IndyMac Bank reopens after seizure

Source: Agencies  |   2008-7-15  |     ONLINE EDITION


INDYMAC Bank, seized last week by federal regulators, reopened yesterday as IndyMac Federal Bank.

Hundreds of depositors lined up outside the bank to get their money back as bank executives tried to assuage their worries.

Bank executives reported that all 33 IndyMac branches were open for business.

IndyMac was shut down Friday by federal regulators during a run on deposits. The federal Office of Thrift Supervision (OTS) reported that US$1.9 billion in consumer deposits were withdrawn.

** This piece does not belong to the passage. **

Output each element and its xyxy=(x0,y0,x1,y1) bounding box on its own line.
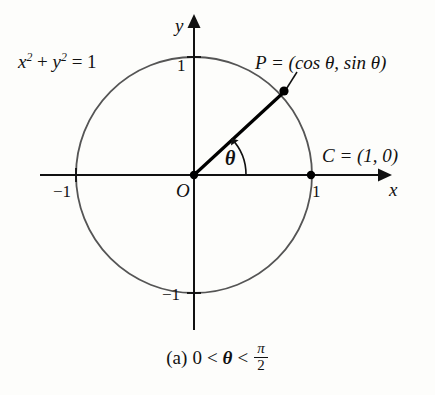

IndyMac, based in Pasadena, Los Angeles, is the largest bank in California ever to be taken over by regulators and the second largest bank failure in the US history following the Continental Illinois National Bank in 1984.

New IndyMac Chief Operating Officer John Bovenzi, a Federal Deposit Insurance Corp.(FDIC) executive, was in Pasadena Sunday telling the media the new bank was "as safe and sound a bank as any in the country."

But Bovenzi's attempt to reassure jittery customers, stockholders and the financial markets in advance of Monday's reopening did little to assuage worried depositors, particularly those with individual accounts totaling more than 100,000 dollars.

Under the law, individual accounts up to 100,000 dollars, joint accounts up to 200,000 and individual retirement accounts up to 250, 000 are fully insured by the FDIC. Accounts totaling more than that are not insured above those limits.

At the time the bank was taken over by federal regulators IndyMac had about 250,000 customers whose accounts were totally insured. The bank also had 1 billion dollars of potentially uninsured deposits held by about 10,000 depositors.

One of those people is Robert Soto who is worried he may lose part or all of 50,000 dollars -- above his fully insured total -- that he had set aside to buy a home.